Crypto 2010 rump session: Call for submissions

Update: The program is now online.
When did Wang announce collisions in MD4, MD5, HAVAL-128, and RIPEMD? When did NIST announce the withdrawal of the Data Encryption Standard? When did van Someren introduce oblivious transfers of zero knowledge? The Crypto 2004 rump session!

When did Osvik, Shamir, and Tromer announce AES key extraction in 65 milliseconds? When did Kelsey, Schneier, Vaudenay, and Wagner expose cryptographic plagiarism? When did Alice meet Bob face to face for the first time? The Crypto 2005 rump session!

When did Bleichenbacher announce pencil-and-paper RSA forgeries? When did Cryptico announce a $1000 prize for the best cryptanalysis of Rabbit? When did Callas, Cannoy, and van Someren introduce lettuce-based cryptography? The Crypto 2006 rump session!

When did Biham, Dunkelman, Indesteege, Keller, and Preneel announce successful cryptanalysis of KeeLoq? When did Clark and Sale challenge the cryptographic community to race a rebuilt Colossus? When did Tromer, Ellison, Miller, and Wright present the perfect one-way hash? The Crypto 2007 rump session!

When did Tromer announce successful cryptanalysis of the Gpcode.ak ransomware virus? When did Enright, Rescorla, Savage, Shacham, and Yilek present a factorization of the IACR public key? When did Rescorla, Savage, Shacham, and Spies introduce dryness-rights management? The Crypto 2008 rump session!

When did Petit and Quisquater announce preimages in the SL_2 hash? When did Stevens demonstrate live man-in-the-middle attacks on HTTPS via MD5 collisions? When did Suga introduce UbeHashCoool? The Crypto 2009 rump session!

The first Crypto rump session took place in 1981 and was immediately heralded as the most important meeting in cryptography. Each subsequent Crypto rump session has reached a new level of historical significance, outstripped only by the Crypto rump sessions that followed it. The Crypto 2010 rump session will attempt to live up to, and if possible exceed, the exceptionally high standards set by previous Crypto rump sessions; but it relies critically on your contributions! Do you have breaking news, progress reports, or other topics of interest to the cryptographic community? Can you keep your talk short and entertaining? Fill out the submission form and ask for a talk slot!

As an added incentive for putting serious effort into non-serious rump-session talks, the editors of the Journal of Craptology usually promise to invite a paper from the most entertaining rump-session speakers. But we haven't heard from them yet.


There is also a non-rump part of Crypto 2010. The non-rump part has its own web pages, including its own program. Warning: These links are provided purely for informational purposes. The rump-session chairs cannot guarantee the quality of the non-rump part of Crypto 2010.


**About this task**: Search the records for the string "Online" and copy every line where it turns up.

─── Exercise data ───

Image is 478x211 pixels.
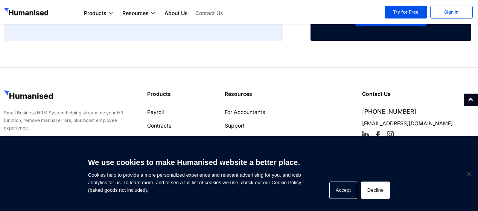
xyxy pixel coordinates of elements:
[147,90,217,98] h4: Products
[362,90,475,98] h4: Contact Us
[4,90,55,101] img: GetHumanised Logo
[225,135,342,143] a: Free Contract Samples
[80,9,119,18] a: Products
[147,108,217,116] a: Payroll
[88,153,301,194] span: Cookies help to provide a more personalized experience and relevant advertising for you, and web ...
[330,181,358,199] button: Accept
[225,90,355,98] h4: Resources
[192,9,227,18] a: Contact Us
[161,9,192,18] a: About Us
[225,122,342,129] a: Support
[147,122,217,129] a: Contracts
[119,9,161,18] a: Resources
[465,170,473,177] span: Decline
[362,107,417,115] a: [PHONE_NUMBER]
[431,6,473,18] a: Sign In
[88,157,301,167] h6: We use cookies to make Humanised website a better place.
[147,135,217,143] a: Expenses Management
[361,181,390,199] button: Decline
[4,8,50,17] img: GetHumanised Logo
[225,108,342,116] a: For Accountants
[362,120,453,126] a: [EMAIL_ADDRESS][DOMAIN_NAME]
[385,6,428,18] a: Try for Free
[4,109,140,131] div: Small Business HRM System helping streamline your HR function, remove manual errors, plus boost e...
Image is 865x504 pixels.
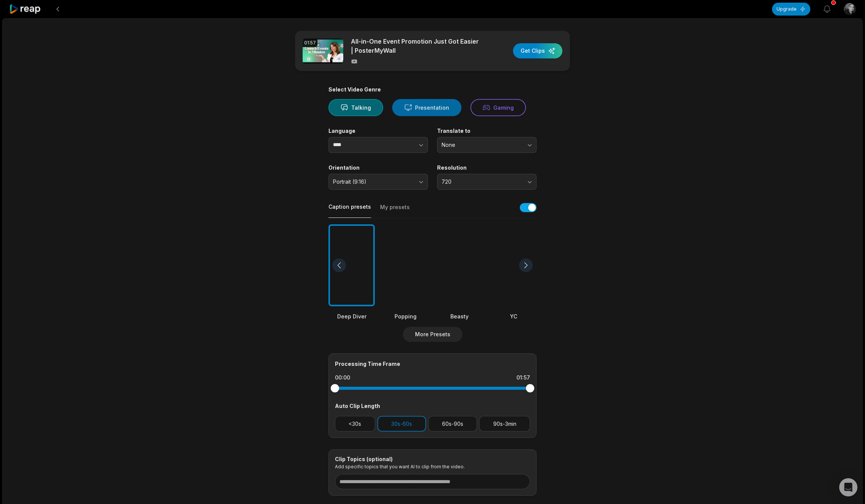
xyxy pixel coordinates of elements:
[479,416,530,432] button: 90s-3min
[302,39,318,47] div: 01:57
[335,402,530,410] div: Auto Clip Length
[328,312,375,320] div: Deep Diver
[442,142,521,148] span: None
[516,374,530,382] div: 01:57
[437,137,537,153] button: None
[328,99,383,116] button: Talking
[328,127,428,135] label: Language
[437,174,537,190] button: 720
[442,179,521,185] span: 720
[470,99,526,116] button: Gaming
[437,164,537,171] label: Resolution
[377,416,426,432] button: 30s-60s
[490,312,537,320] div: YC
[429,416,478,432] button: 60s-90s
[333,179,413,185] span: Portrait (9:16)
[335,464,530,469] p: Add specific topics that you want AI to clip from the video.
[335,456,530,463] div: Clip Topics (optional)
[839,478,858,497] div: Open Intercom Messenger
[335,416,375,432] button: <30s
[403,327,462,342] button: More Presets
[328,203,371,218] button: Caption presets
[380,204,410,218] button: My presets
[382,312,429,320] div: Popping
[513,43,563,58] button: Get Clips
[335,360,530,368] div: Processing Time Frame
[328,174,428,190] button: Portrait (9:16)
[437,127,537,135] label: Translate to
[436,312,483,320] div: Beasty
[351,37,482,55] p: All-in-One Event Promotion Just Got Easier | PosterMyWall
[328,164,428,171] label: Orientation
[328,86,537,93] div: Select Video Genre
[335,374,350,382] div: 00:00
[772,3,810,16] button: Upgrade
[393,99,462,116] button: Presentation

───
─── Exercise data ───

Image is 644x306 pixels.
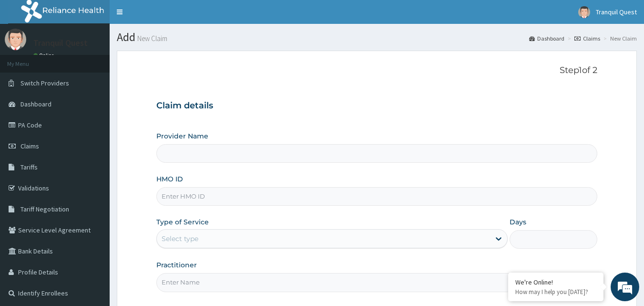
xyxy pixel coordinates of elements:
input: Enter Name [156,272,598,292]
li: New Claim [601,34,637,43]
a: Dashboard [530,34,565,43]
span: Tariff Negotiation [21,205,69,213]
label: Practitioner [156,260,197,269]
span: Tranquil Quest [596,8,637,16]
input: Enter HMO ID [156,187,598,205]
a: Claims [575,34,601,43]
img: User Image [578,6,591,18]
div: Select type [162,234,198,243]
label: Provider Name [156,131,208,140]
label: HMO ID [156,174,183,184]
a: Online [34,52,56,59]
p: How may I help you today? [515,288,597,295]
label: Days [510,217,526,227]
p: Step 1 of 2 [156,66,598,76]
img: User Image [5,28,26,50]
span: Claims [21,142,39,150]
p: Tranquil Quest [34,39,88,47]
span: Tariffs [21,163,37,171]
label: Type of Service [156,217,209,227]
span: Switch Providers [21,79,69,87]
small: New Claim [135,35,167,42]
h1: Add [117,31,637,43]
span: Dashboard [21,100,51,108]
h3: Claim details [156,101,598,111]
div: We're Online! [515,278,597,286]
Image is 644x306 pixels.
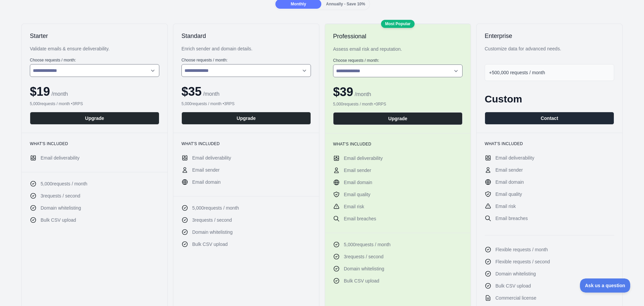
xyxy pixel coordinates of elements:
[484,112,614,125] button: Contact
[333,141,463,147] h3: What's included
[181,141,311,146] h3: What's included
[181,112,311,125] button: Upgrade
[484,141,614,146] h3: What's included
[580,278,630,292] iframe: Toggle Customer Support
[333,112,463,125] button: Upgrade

───

**Response to the exercise**:
a: Online [34,52,56,59]
div: We're Online! [515,278,597,286]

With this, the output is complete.